Strong early EdTech sales hires understand:
A candidate with education or EdTech exposure will ramp faster, make fewer mistakes, and protect your reputation in the market.
Early hires should be judged less on who they sold for, and more on:
Be cautious of candidates who only thrive in environments with inbound leads, mature enablement, and brand recognition. Early EdTech sales is closer to market discovery than deal execution.
Your first salesperson will sit at the intersection of:
Look for someone who:
If they only talk about targets and commissions, that is a red flag at this stage.
Many early founders overpromise commission upside before revenue is predictable.
A healthier approach:
Your first sales hire is building the foundations, not just closing deals.
Your second hire should not be a copy of the first.
By the time you hire number two, you should have:
This is when you can start to specialise, for example:
If your first hire is still firefighting basic setup, it may be too early for number two.
Early sales hires sit very close to the founder. They represent the company in the market before the brand is established. That means values alignment is not a nice to have.
Founders should be asking themselves:
A strong EdTech salesperson is not only selling a product.
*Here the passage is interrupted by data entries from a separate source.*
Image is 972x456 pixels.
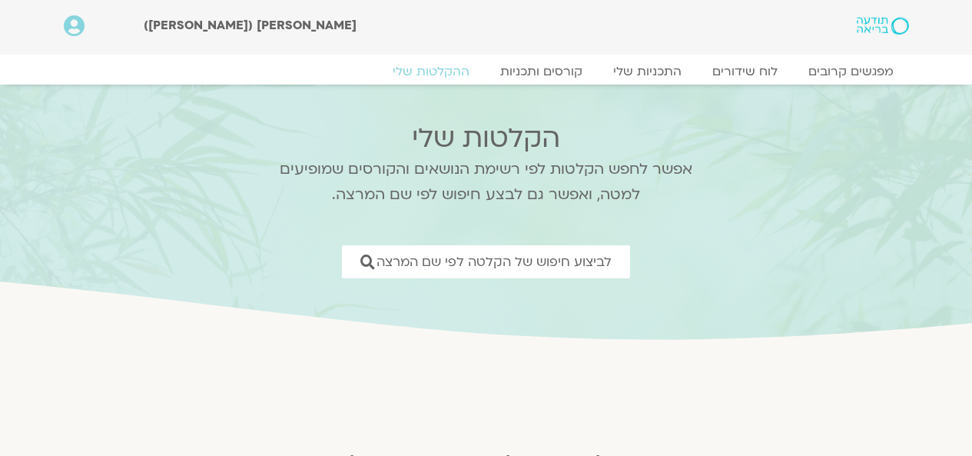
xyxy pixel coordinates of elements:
nav: Menu [64,64,909,79]
p: אפשר לחפש הקלטות לפי רשימת הנושאים והקורסים שמופיעים למטה, ואפשר גם לבצע חיפוש לפי שם המרצה. [260,157,713,208]
a: לביצוע חיפוש של הקלטה לפי שם המרצה [342,245,630,278]
a: ההקלטות שלי [377,64,485,79]
span: לביצוע חיפוש של הקלטה לפי שם המרצה [377,254,612,269]
a: קורסים ותכניות [485,64,598,79]
h2: הקלטות שלי [260,123,713,154]
span: [PERSON_NAME] ([PERSON_NAME]) [144,17,357,34]
a: התכניות שלי [598,64,697,79]
a: לוח שידורים [697,64,793,79]
a: מפגשים קרובים [793,64,909,79]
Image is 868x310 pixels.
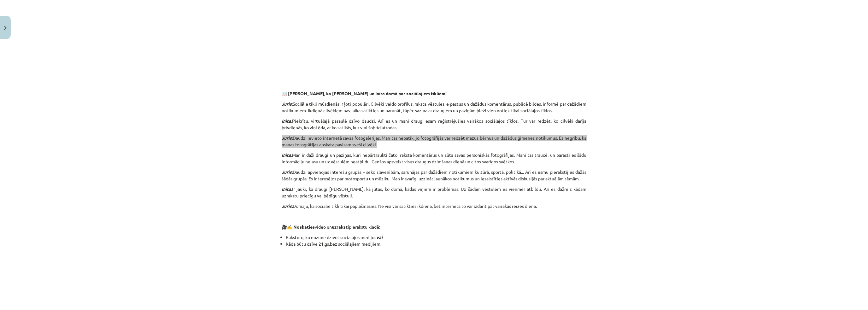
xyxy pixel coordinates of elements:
[4,26,6,30] img: icon-close-lesson-0947bae3869378f0d4975bcd49f059093ad1ed9edebbc8119c70593378902aed.svg
[282,203,586,210] p: Domāju, ka sociālie tīkli tikai paplašināsies. Ne visi var satikties ikdienā, bet internetā to va...
[282,118,292,123] strong: Inita:
[332,224,349,230] strong: uzraksti
[282,169,292,175] strong: Juris:
[282,101,292,107] strong: Juris:
[282,169,586,182] p: Daudzi apvienojas interešu grupās – seko slavenībām, sarunājas par dažādiem notikumiem kultūrā, s...
[282,135,292,141] strong: Juris:
[282,152,586,165] p: Man ir daži draugi un paziņas, kuri nepārtraukti čato, raksta komentārus un sūta savas personiskā...
[286,234,586,241] li: Raksturo, ko nozīmē dzīvot sociālajos medijos
[282,152,292,158] strong: Inita:
[282,100,586,114] p: Sociālie tīkli mūsdienās ir ļoti populāri. Cilvēki veido profilus, raksta vēstules, e-pastus un d...
[282,118,586,131] p: Piekrītu, virtuālajā pasaulē dzīvo daudzi. Arī es un mani draugi esam reģistrējušies vairākos soc...
[282,224,586,230] p: 🎥 video un pierakstu kladē:
[376,235,383,240] strong: vai
[282,135,586,148] p: Daudzi ievieto internetā savas fotogalerijas. Man tas nepatīk, jo fotogrāfijās var redzēt mazus b...
[287,224,315,230] strong: ✍️ Noskaties
[282,187,292,192] strong: Inita:
[286,241,586,254] li: Kāda būtu dzīve 21.gs.bez sociālajiem medijiem.
[282,186,586,199] p: Ir jauki, ka draugi [PERSON_NAME], kā jūtas, ko domā, kādas viņiem ir problēmas. Uz šādām vēstulē...
[282,203,292,209] strong: Juris:
[282,90,447,96] strong: 📖 [PERSON_NAME], ko [PERSON_NAME] un Inita domā par sociālajiem tīkliem!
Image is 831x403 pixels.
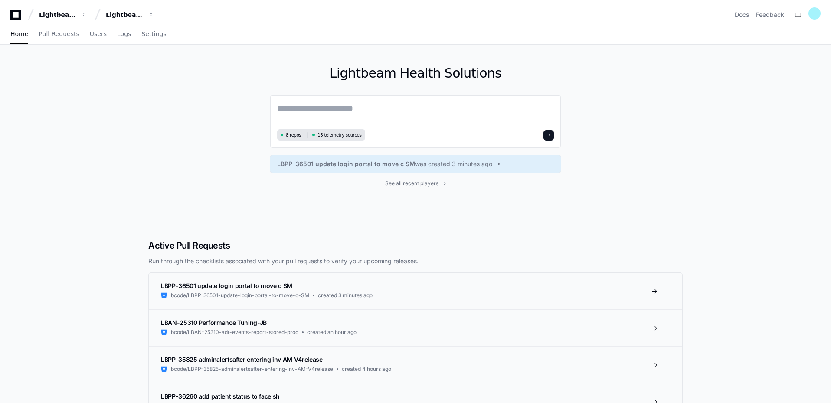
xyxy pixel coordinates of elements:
[307,329,357,336] span: created an hour ago
[415,160,492,168] span: was created 3 minutes ago
[161,282,292,289] span: LBPP-36501 update login portal to move c SM
[756,10,784,19] button: Feedback
[170,329,298,336] span: lbcode/LBAN-25310-adt-events-report-stored-proc
[117,24,131,44] a: Logs
[39,31,79,36] span: Pull Requests
[90,24,107,44] a: Users
[149,309,682,346] a: LBAN-25310 Performance Tuning-JBlbcode/LBAN-25310-adt-events-report-stored-proccreated an hour ago
[286,132,301,138] span: 8 repos
[10,31,28,36] span: Home
[277,160,554,168] a: LBPP-36501 update login portal to move c SMwas created 3 minutes ago
[141,31,166,36] span: Settings
[106,10,143,19] div: Lightbeam Health Solutions
[161,393,280,400] span: LBPP-36260 add patient status to face sh
[342,366,391,373] span: created 4 hours ago
[277,160,415,168] span: LBPP-36501 update login portal to move c SM
[90,31,107,36] span: Users
[141,24,166,44] a: Settings
[318,292,373,299] span: created 3 minutes ago
[39,24,79,44] a: Pull Requests
[148,257,683,265] p: Run through the checklists associated with your pull requests to verify your upcoming releases.
[149,273,682,309] a: LBPP-36501 update login portal to move c SMlbcode/LBPP-36501-update-login-portal-to-move-c-SMcrea...
[735,10,749,19] a: Docs
[170,366,333,373] span: lbcode/LBPP-35825-adminalertsafter-entering-inv-AM-V4release
[10,24,28,44] a: Home
[36,7,91,23] button: Lightbeam Health
[270,65,561,81] h1: Lightbeam Health Solutions
[385,180,439,187] span: See all recent players
[161,319,267,326] span: LBAN-25310 Performance Tuning-JB
[161,356,322,363] span: LBPP-35825 adminalertsafter entering inv AM V4release
[270,180,561,187] a: See all recent players
[149,346,682,383] a: LBPP-35825 adminalertsafter entering inv AM V4releaselbcode/LBPP-35825-adminalertsafter-entering-...
[148,239,683,252] h2: Active Pull Requests
[117,31,131,36] span: Logs
[318,132,361,138] span: 15 telemetry sources
[102,7,158,23] button: Lightbeam Health Solutions
[170,292,309,299] span: lbcode/LBPP-36501-update-login-portal-to-move-c-SM
[39,10,76,19] div: Lightbeam Health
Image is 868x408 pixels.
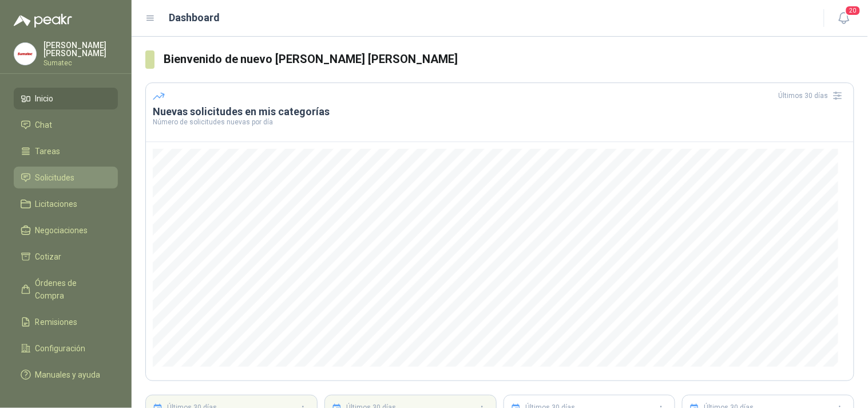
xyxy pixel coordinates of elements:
[35,368,101,381] span: Manuales y ayuda
[153,119,847,126] p: Número de solicitudes nuevas por día
[14,88,118,109] a: Inicio
[14,272,118,306] a: Órdenes de Compra
[43,60,118,67] p: Sumatec
[845,5,861,16] span: 20
[35,145,61,157] span: Tareas
[834,8,854,29] button: 20
[35,92,54,105] span: Inicio
[35,198,78,210] span: Licitaciones
[14,141,118,162] a: Tareas
[14,311,118,332] a: Remisiones
[14,167,118,188] a: Solicitudes
[35,224,88,237] span: Negociaciones
[778,86,847,105] div: Últimos 30 días
[14,219,118,241] a: Negociaciones
[43,41,118,57] p: [PERSON_NAME] [PERSON_NAME]
[14,114,118,135] a: Chat
[14,43,36,65] img: Company Logo
[14,338,118,359] a: Configuración
[163,50,854,69] h3: Bienvenido de nuevo [PERSON_NAME] [PERSON_NAME]
[35,171,75,184] span: Solicitudes
[14,245,118,267] a: Cotizar
[14,193,118,215] a: Licitaciones
[14,364,118,385] a: Manuales y ayuda
[35,119,53,131] span: Chat
[14,14,72,27] img: Logo peakr
[35,316,78,328] span: Remisiones
[35,342,86,354] span: Configuración
[35,277,107,302] span: Órdenes de Compra
[170,10,221,26] h1: Dashboard
[35,251,61,263] span: Cotizar
[153,105,847,119] h3: Nuevas solicitudes en mis categorías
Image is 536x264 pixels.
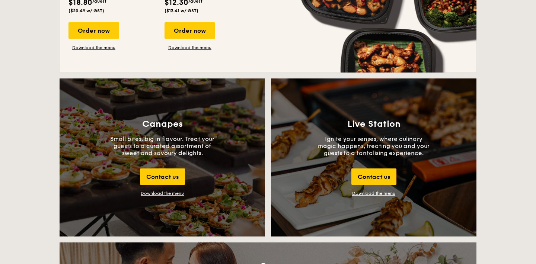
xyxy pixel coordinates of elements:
[142,119,183,129] h3: Canapes
[68,22,119,39] div: Order now
[106,135,218,157] p: Small bites, big in flavour. Treat your guests to a curated assortment of sweet and savoury delig...
[352,191,395,196] a: Download the menu
[351,169,396,185] div: Contact us
[141,191,184,196] div: Download the menu
[68,8,104,13] span: ($20.49 w/ GST)
[140,169,185,185] div: Contact us
[164,22,215,39] div: Order now
[68,45,119,51] a: Download the menu
[164,8,198,13] span: ($13.41 w/ GST)
[318,135,429,157] p: Ignite your senses, where culinary magic happens, treating you and your guests to a tantalising e...
[164,45,215,51] a: Download the menu
[347,119,400,129] h3: Live Station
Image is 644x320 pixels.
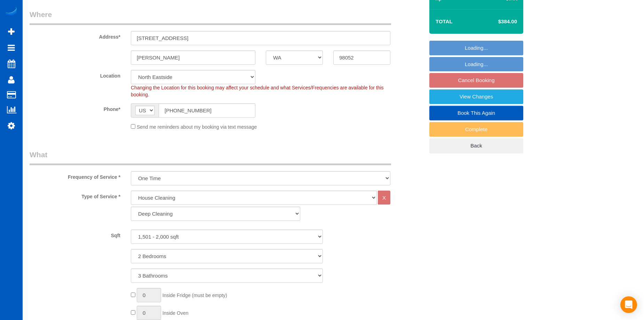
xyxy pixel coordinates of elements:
[137,124,257,130] span: Send me reminders about my booking via text message
[158,103,255,118] input: Phone*
[620,296,637,313] div: Open Intercom Messenger
[162,310,189,316] span: Inside Oven
[30,150,391,165] legend: What
[25,171,126,180] label: Frequency of Service *
[162,292,227,298] span: Inside Fridge (must be empty)
[25,103,126,113] label: Phone*
[25,31,126,40] label: Address*
[333,50,391,65] input: Zip Code*
[30,9,391,25] legend: Where
[429,138,523,153] a: Back
[131,50,255,65] input: City*
[25,191,126,200] label: Type of Service *
[25,70,126,79] label: Location
[4,7,18,17] img: Automaid Logo
[477,19,517,25] h4: $384.00
[25,230,126,239] label: Sqft
[436,18,453,25] strong: Total
[131,85,384,98] span: Changing the Location for this booking may affect your schedule and what Services/Frequencies are...
[429,106,523,120] a: Book This Again
[429,89,523,104] a: View Changes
They are selling trust. If their values clash with the founder’s or the company culture, that friction will show up quickly in conversations with schools, universities, and partners.
Hiring purely on what is written on paper often misses this.
Strong interview questions include:
The best candidates will talk about listening, testing, and learning. Not scripts and shortcuts.
For first and second sales hires, a bloated interview process usually adds noise rather than clarity. A simple, well structured process works best.
A strong structure looks like this:
Stage one: founder conversation
Focus on motivation, values, and understanding of the education space. This is where you learn who the person is and why they want this role at this stage.
Stage two: practical conversation
Explore how they think, not how they perform. Ask how they would approach your buyer, handle long sales cycles, or prioritise learning in the first 90 days.
Stage three: mutual alignment check
This can be a follow up conversation or informal meeting. Use it to sense collaboration style and expectations on both sides.
Three stages are usually enough. More often signals uncertainty rather than rigour.
References should not be an afterthought, but they also should not come too early.
Best practice is to ask for references after stage two, once you are confident about role fit and values alignment. Use references to validate patterns you have already observed, not to discover surprises.
Ask referees about:
Some questions add very little value and risk introducing bias.
Avoid asking directly about:
Instead, anchor questions in behaviour and scenarios. Focus on how the person thinks, learns, and adapts.
A common failure point is hiring a salesperson into an environment that is not ready.
Before hiring, founders should be honest about:
Salespeople often fail because they are set up to fail. Scrutinising your own readiness is part of responsible hiring.
Early EdTech sales is slow, relational, and iterative. If expectations are shaped by generic SaaS benchmarks, disappointment is almost guaranteed.
Founders need to be clear about:
Clarity protects both sides.
Hiring your first salesperson is not about finding someone to take sales off your plate. It is about finding someone who can grow with you, represent your values, and help shape how your company shows up in the education sector.
At RecruitHer, we support EdTech founders, including ethnically diverse founders, to build go to market teams that align with their mission, values, and growth stage.
If you would like support with hiring your sales folks, you can book a free consultation and talk it through.
Explore how we can tailor a solution for your needs—whether it is filling a specific role or redesigning your talent strategy for long-term impact.